Trading System Phases
In this section we will see the steps you need to take in order to create a successful system.
Once you have chosen a type of trading system (mechanical or discretional), chosen a concept and a trading style, follow these steps to create your system.
1. Historical Moves:
While looking at historical charts (the time frame you have chosen and within the concept you have chosen) identify some substantial moves. Find as many as you can so you can have a large sample.
2. Set Up:
See what all these moves have in common. For instance, you may notice that all these moves were formed after a consolidation pattern, or a technical indicator reading was always above 50 for the up-moves and below 50 for the down-moves, or the EMA(50) was always above or below the price action when the move occurred, or the market always traded above LOPS or HOPS, or they all developed at certain time, etc. Set-ups tell you the conditions that have to be present in order for the move to happen. Set-ups are a warning that a possible trade could come. Whenever you see these conditions in the future, you need to get ready because there is a possibility that your system signals a trade.
3. Determine Your Entry Rules:
Find a trigger signal that is present in of the chosen moves most (it will be impossible to find a trigger for all moves). It could be a MA crossover, a specific indicator reading, a price reversal pattern (reversal candlesticks), or it can be a combination of many, like a reversal pattern off an important level (HOPS, LOPS, PP, Fibonacci retracement, etc.), a moving average crossover when the indicator reading is at certain point, etc. Some entry points seem brilliant at first glance since you are not considering how many times your system triggers a signal when the actual move (in your favor) is not present.
4. Risk Management:
Determine at what point you are going to get out of the market because your trade isn’t working, also determine if you are going to use a trailing stop or not (if yes, what kind of trailing stop you are using).
5- Exit and TP Levels:
Sometimes your trade does not reach your take profit nor your stop loss level, in this cases you must use the same concept you used to get in the market to get out of it. For instance, if you used a crossover to get in the market, then a negative crossover will also get you out of the market (if your set-up is not present with the trigger signal, otherwise you would have to open a new contrary position), if you used price reversal patterns, then if you get a reversal pattern against you then you should exit the market. You also need to set your take profit levels. We advise to use a RR ratio at or greater than 2:1.
6. Trade Management:
Determine if you are going to trade multiple lots, scaling out, averaging, etc.
7. Money Management:
What technique of money management you are going to use?
8. System Testing
Trade your system in real time (read next section).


Problem description
Write out the listing exactly, dropping any picture it contains.
BEGIN
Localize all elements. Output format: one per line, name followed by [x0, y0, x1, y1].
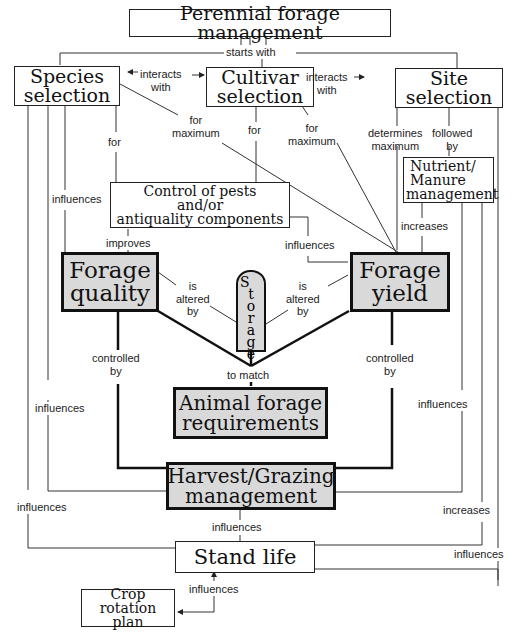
node-text: Animal forage	[179, 393, 322, 413]
edge-label-line: is	[286, 280, 320, 293]
storage-node: S t o r a g e	[236, 270, 266, 352]
stand-life-node: Stand life	[175, 541, 315, 573]
edge-label-line: by	[92, 365, 140, 378]
node-text: Forage	[359, 259, 441, 282]
edge-label-line: maximum	[172, 127, 220, 140]
edge-label: interacts with	[140, 68, 182, 93]
node-text: selection	[24, 86, 110, 105]
edge-label: influences	[35, 402, 85, 415]
edge-label-line: controlled	[92, 352, 140, 365]
node-text: management	[406, 187, 498, 201]
cultivar-selection-node: Cultivar selection	[206, 67, 314, 107]
edge-label-line: followed	[432, 127, 472, 140]
node-text: Manure	[410, 173, 466, 187]
edge-label: increases	[401, 220, 448, 233]
edge-label: increases	[443, 504, 490, 517]
site-selection-node: Site selection	[395, 68, 503, 108]
edge-label-line: by	[366, 365, 414, 378]
edge-label: influences	[52, 193, 102, 206]
title-node: Perennial forage management	[129, 9, 391, 37]
edge-label: influences	[418, 398, 468, 411]
crop-rotation-node: Crop rotation plan	[81, 589, 175, 627]
forage-quality-node: Forage quality	[61, 252, 159, 312]
animal-forage-requirements-node: Animal forage requirements	[173, 387, 328, 439]
edge-label-line: with	[140, 81, 182, 94]
node-text: selection	[217, 87, 303, 106]
edge-label: to match	[227, 369, 269, 382]
edge-label: for maximum	[288, 122, 336, 147]
node-text: yield	[372, 282, 428, 305]
edge-label: improves	[106, 237, 151, 250]
edge-label-line: determines	[368, 127, 422, 140]
node-text: Control of pests	[143, 184, 256, 198]
node-text: and/or	[177, 198, 223, 212]
edge-label: followed by	[432, 127, 472, 152]
edge-label: is altered by	[176, 280, 210, 318]
edge-label: influences	[189, 583, 239, 596]
edge-label: for maximum	[172, 114, 220, 139]
edge-label: starts with	[226, 46, 276, 59]
node-text: antiquality components	[117, 212, 284, 226]
edge-label: influences	[285, 239, 335, 252]
edge-label-line: with	[306, 84, 348, 97]
node-text: requirements	[182, 413, 319, 433]
edge-label-line: interacts	[140, 68, 182, 81]
edge-label: determines maximum	[368, 127, 422, 152]
species-selection-node: Species selection	[14, 66, 120, 106]
node-text: Nutrient/	[410, 159, 476, 173]
edge-label-line: altered	[176, 293, 210, 306]
node-text: Stand life	[194, 547, 297, 568]
node-text: Harvest/Grazing	[167, 466, 334, 486]
edge-label-line: maximum	[368, 140, 422, 153]
edge-label-line: for	[172, 114, 220, 127]
edge-label-line: by	[176, 305, 210, 318]
edge-label-line: controlled	[366, 352, 414, 365]
edge-label: influences	[212, 521, 262, 534]
pest-control-node: Control of pests and/or antiquality comp…	[110, 182, 290, 228]
node-text: management	[185, 486, 317, 506]
edge-label: controlled by	[366, 352, 414, 377]
node-text: Forage	[69, 259, 151, 282]
edge-label-line: by	[286, 305, 320, 318]
node-text: e	[247, 348, 255, 360]
harvest-grazing-node: Harvest/Grazing management	[166, 462, 336, 510]
node-text: Crop rotation	[82, 587, 174, 615]
edge-label-line: is	[176, 280, 210, 293]
edge-label: influences	[454, 548, 504, 561]
node-text: selection	[406, 88, 492, 107]
edge-label-line: altered	[286, 293, 320, 306]
edge-label: for	[108, 136, 121, 149]
edge-label-line: for	[288, 122, 336, 135]
edge-label: influences	[17, 501, 67, 514]
edge-label: controlled by	[92, 352, 140, 377]
diagram-canvas: Perennial forage management Species sele…	[0, 0, 520, 636]
forage-yield-node: Forage yield	[350, 252, 450, 312]
edge-label-line: interacts	[306, 71, 348, 84]
node-text: plan	[113, 615, 144, 629]
edge-label: interacts with	[306, 71, 348, 96]
node-text: quality	[70, 282, 150, 305]
edge-label: for	[248, 124, 261, 137]
nutrient-manure-node: Nutrient/ Manure management	[403, 157, 494, 203]
edge-label-line: by	[432, 140, 472, 153]
edge-label: is altered by	[286, 280, 320, 318]
title-label: Perennial forage management	[130, 4, 390, 42]
edge-label-line: maximum	[288, 135, 336, 148]
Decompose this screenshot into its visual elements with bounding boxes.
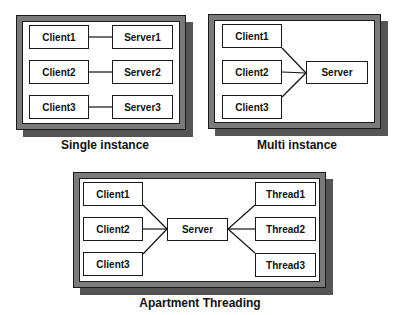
thread2-box: Thread2: [255, 217, 316, 241]
client1-box: Client1: [222, 24, 282, 48]
client2-box: Client2: [29, 60, 89, 84]
thread3-box: Thread3: [255, 253, 316, 277]
client3-box: Client3: [29, 95, 89, 119]
thread1-box: Thread1: [255, 182, 316, 206]
server-box: Server: [167, 218, 228, 241]
server2-box: Server2: [112, 60, 173, 84]
client1-box: Client1: [83, 182, 143, 206]
server3-box: Server3: [112, 95, 173, 119]
single-instance-caption: Single instance: [30, 138, 180, 152]
server1-box: Server1: [112, 25, 173, 49]
multi-instance-caption: Multi instance: [222, 138, 372, 152]
client3-box: Client3: [222, 95, 282, 119]
client2-box: Client2: [83, 217, 143, 241]
client3-box: Client3: [83, 252, 143, 276]
client1-box: Client1: [29, 25, 89, 49]
client2-box: Client2: [222, 60, 282, 84]
server-box: Server: [306, 61, 368, 84]
apartment-threading-caption: Apartment Threading: [120, 296, 280, 310]
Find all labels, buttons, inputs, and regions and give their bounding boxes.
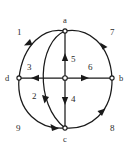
edge-label-9: 9 bbox=[16, 124, 21, 133]
edge-1-group bbox=[19, 30, 65, 78]
edge-label-6: 6 bbox=[88, 63, 93, 72]
edge-label-4: 4 bbox=[71, 95, 76, 104]
vertex-node-center[interactable] bbox=[63, 76, 68, 81]
vertex-node-d[interactable] bbox=[17, 76, 21, 80]
vertex-label-c: c bbox=[63, 135, 67, 144]
edge-label-7: 7 bbox=[110, 28, 115, 37]
vertex-node-a[interactable] bbox=[63, 29, 67, 33]
edge-label-8: 8 bbox=[110, 124, 115, 133]
vertex-label-b: b bbox=[119, 74, 123, 83]
vertex-label-d: d bbox=[5, 74, 9, 83]
edge-8-arrowhead bbox=[98, 109, 106, 117]
vertex-label-a: a bbox=[63, 16, 67, 25]
edge-3-arrowhead bbox=[31, 75, 39, 81]
edge-label-3: 3 bbox=[27, 63, 32, 72]
edge-1-path bbox=[19, 30, 65, 78]
vertex-node-c[interactable] bbox=[63, 126, 67, 130]
edge-label-1: 1 bbox=[17, 28, 22, 37]
edge-2-path bbox=[43, 31, 65, 128]
vertex-node-b[interactable] bbox=[110, 76, 114, 80]
edge-4-arrowhead bbox=[62, 97, 68, 105]
edge-6-arrowhead bbox=[81, 75, 89, 81]
edge-2-group bbox=[42, 31, 65, 128]
edge-1-arrowhead bbox=[24, 39, 33, 46]
edge-label-2: 2 bbox=[32, 92, 37, 101]
graph-figure: a b c d 1 2 3 4 5 6 7 8 9 bbox=[0, 0, 132, 153]
edge-9-group bbox=[19, 78, 65, 131]
edge-5-arrowhead bbox=[62, 53, 68, 61]
edge-label-5: 5 bbox=[71, 55, 76, 64]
END
Solved exercise
Localize all elements. Output format: one per line, name followed by [x0, y0, x1, y1].
node-text: Animal forage	[179, 393, 322, 413]
edge-label-line: is	[286, 280, 320, 293]
storage-node: S t o r a g e	[236, 270, 266, 352]
stand-life-node: Stand life	[175, 541, 315, 573]
edge-label-line: by	[92, 365, 140, 378]
node-text: Forage	[359, 259, 441, 282]
edge-label-line: maximum	[172, 127, 220, 140]
edge-label: interacts with	[140, 68, 182, 93]
node-text: selection	[24, 86, 110, 105]
edge-label: influences	[35, 402, 85, 415]
edge-label-line: controlled	[92, 352, 140, 365]
node-text: management	[406, 187, 498, 201]
cultivar-selection-node: Cultivar selection	[206, 67, 314, 107]
edge-label-line: followed	[432, 127, 472, 140]
node-text: Manure	[410, 173, 466, 187]
edge-label: increases	[401, 220, 448, 233]
edge-label: increases	[443, 504, 490, 517]
site-selection-node: Site selection	[395, 68, 503, 108]
edge-label-line: by	[366, 365, 414, 378]
edge-label: influences	[52, 193, 102, 206]
title-node: Perennial forage management	[129, 9, 391, 37]
edge-label: influences	[418, 398, 468, 411]
crop-rotation-node: Crop rotation plan	[81, 589, 175, 627]
forage-quality-node: Forage quality	[61, 252, 159, 312]
animal-forage-requirements-node: Animal forage requirements	[173, 387, 328, 439]
edge-label-line: with	[140, 81, 182, 94]
node-text: selection	[217, 87, 303, 106]
edge-label: to match	[227, 369, 269, 382]
edge-label: for maximum	[288, 122, 336, 147]
node-text: yield	[372, 282, 428, 305]
edge-label: improves	[106, 237, 151, 250]
edge-label-line: determines	[368, 127, 422, 140]
node-text: Control of pests	[143, 184, 256, 198]
node-text: and/or	[177, 198, 223, 212]
edge-label: followed by	[432, 127, 472, 152]
edge-label: is altered by	[176, 280, 210, 318]
edge-label: influences	[189, 583, 239, 596]
edge-label: for maximum	[172, 114, 220, 139]
edge-label: starts with	[226, 46, 276, 59]
node-text: antiquality components	[117, 212, 284, 226]
edge-label: influences	[285, 239, 335, 252]
edge-label-line: with	[306, 84, 348, 97]
node-text: requirements	[182, 413, 319, 433]
edge-label-line: interacts	[140, 68, 182, 81]
edge-label: determines maximum	[368, 127, 422, 152]
species-selection-node: Species selection	[14, 66, 120, 106]
node-text: Nutrient/	[410, 159, 476, 173]
edge-label-line: altered	[176, 293, 210, 306]
node-text: Stand life	[194, 547, 297, 568]
node-text: Harvest/Grazing	[167, 466, 334, 486]
edge-label-line: maximum	[368, 140, 422, 153]
edge-label-line: for	[172, 114, 220, 127]
edge-label-line: by	[176, 305, 210, 318]
edge-label-line: controlled	[366, 352, 414, 365]
edge-label: influences	[212, 521, 262, 534]
pest-control-node: Control of pests and/or antiquality comp…	[110, 182, 290, 228]
node-text: management	[185, 486, 317, 506]
edge-label: controlled by	[366, 352, 414, 377]
node-text: Forage	[69, 259, 151, 282]
edge-label-line: by	[286, 305, 320, 318]
node-text: e	[247, 348, 255, 360]
harvest-grazing-node: Harvest/Grazing management	[166, 462, 336, 510]
node-text: Crop rotation	[82, 587, 174, 615]
edge-label-line: is	[176, 280, 210, 293]
edge-label: influences	[454, 548, 504, 561]
node-text: selection	[406, 88, 492, 107]
edge-label-line: altered	[286, 293, 320, 306]
edge-label: for	[108, 136, 121, 149]
edge-label-line: for	[288, 122, 336, 135]
edge-label: influences	[17, 501, 67, 514]
edge-label: controlled by	[92, 352, 140, 377]
diagram-canvas: Perennial forage management Species sele…	[0, 0, 520, 636]
forage-yield-node: Forage yield	[350, 252, 450, 312]
edge-label-line: interacts	[306, 71, 348, 84]
node-text: plan	[113, 615, 144, 629]
edge-label: interacts with	[306, 71, 348, 96]
node-text: quality	[70, 282, 150, 305]
edge-label: for	[248, 124, 261, 137]
nutrient-manure-node: Nutrient/ Manure management	[403, 157, 494, 203]
edge-label-line: by	[432, 140, 472, 153]
edge-label: is altered by	[286, 280, 320, 318]
title-label: Perennial forage management	[130, 4, 390, 42]
edge-label-line: maximum	[288, 135, 336, 148]
Decompose this screenshot into its visual elements with bounding boxes.
thread2-box: Thread2: [255, 217, 316, 241]
client1-box: Client1: [222, 24, 282, 48]
client2-box: Client2: [29, 60, 89, 84]
thread3-box: Thread3: [255, 253, 316, 277]
client3-box: Client3: [29, 95, 89, 119]
thread1-box: Thread1: [255, 182, 316, 206]
server-box: Server: [167, 218, 228, 241]
server2-box: Server2: [112, 60, 173, 84]
client1-box: Client1: [83, 182, 143, 206]
server3-box: Server3: [112, 95, 173, 119]
single-instance-caption: Single instance: [30, 138, 180, 152]
server1-box: Server1: [112, 25, 173, 49]
multi-instance-caption: Multi instance: [222, 138, 372, 152]
client3-box: Client3: [222, 95, 282, 119]
client2-box: Client2: [83, 217, 143, 241]
client3-box: Client3: [83, 252, 143, 276]
client1-box: Client1: [29, 25, 89, 49]
client2-box: Client2: [222, 60, 282, 84]
server-box: Server: [306, 61, 368, 84]
apartment-threading-caption: Apartment Threading: [120, 296, 280, 310]
Find all labels, buttons, inputs, and regions and give their bounding boxes.
edge-label-9: 9 bbox=[16, 124, 21, 133]
edge-1-group bbox=[19, 30, 65, 78]
edge-label-6: 6 bbox=[88, 63, 93, 72]
edge-label-4: 4 bbox=[71, 95, 76, 104]
vertex-node-center[interactable] bbox=[63, 76, 68, 81]
vertex-node-d[interactable] bbox=[17, 76, 21, 80]
vertex-label-c: c bbox=[63, 135, 67, 144]
edge-label-7: 7 bbox=[110, 28, 115, 37]
vertex-node-a[interactable] bbox=[63, 29, 67, 33]
edge-label-8: 8 bbox=[110, 124, 115, 133]
vertex-label-b: b bbox=[119, 74, 123, 83]
vertex-label-d: d bbox=[5, 74, 9, 83]
edge-8-arrowhead bbox=[98, 109, 106, 117]
vertex-label-a: a bbox=[63, 16, 67, 25]
edge-3-arrowhead bbox=[31, 75, 39, 81]
edge-label-3: 3 bbox=[27, 63, 32, 72]
edge-1-path bbox=[19, 30, 65, 78]
vertex-node-c[interactable] bbox=[63, 126, 67, 130]
edge-label-1: 1 bbox=[17, 28, 22, 37]
edge-2-path bbox=[43, 31, 65, 128]
vertex-node-b[interactable] bbox=[110, 76, 114, 80]
edge-4-arrowhead bbox=[62, 97, 68, 105]
edge-6-arrowhead bbox=[81, 75, 89, 81]
edge-2-group bbox=[42, 31, 65, 128]
edge-1-arrowhead bbox=[24, 39, 33, 46]
edge-label-2: 2 bbox=[32, 92, 37, 101]
graph-figure: a b c d 1 2 3 4 5 6 7 8 9 bbox=[0, 0, 132, 153]
edge-9-group bbox=[19, 78, 65, 131]
edge-5-arrowhead bbox=[62, 53, 68, 61]
edge-label-5: 5 bbox=[71, 55, 76, 64]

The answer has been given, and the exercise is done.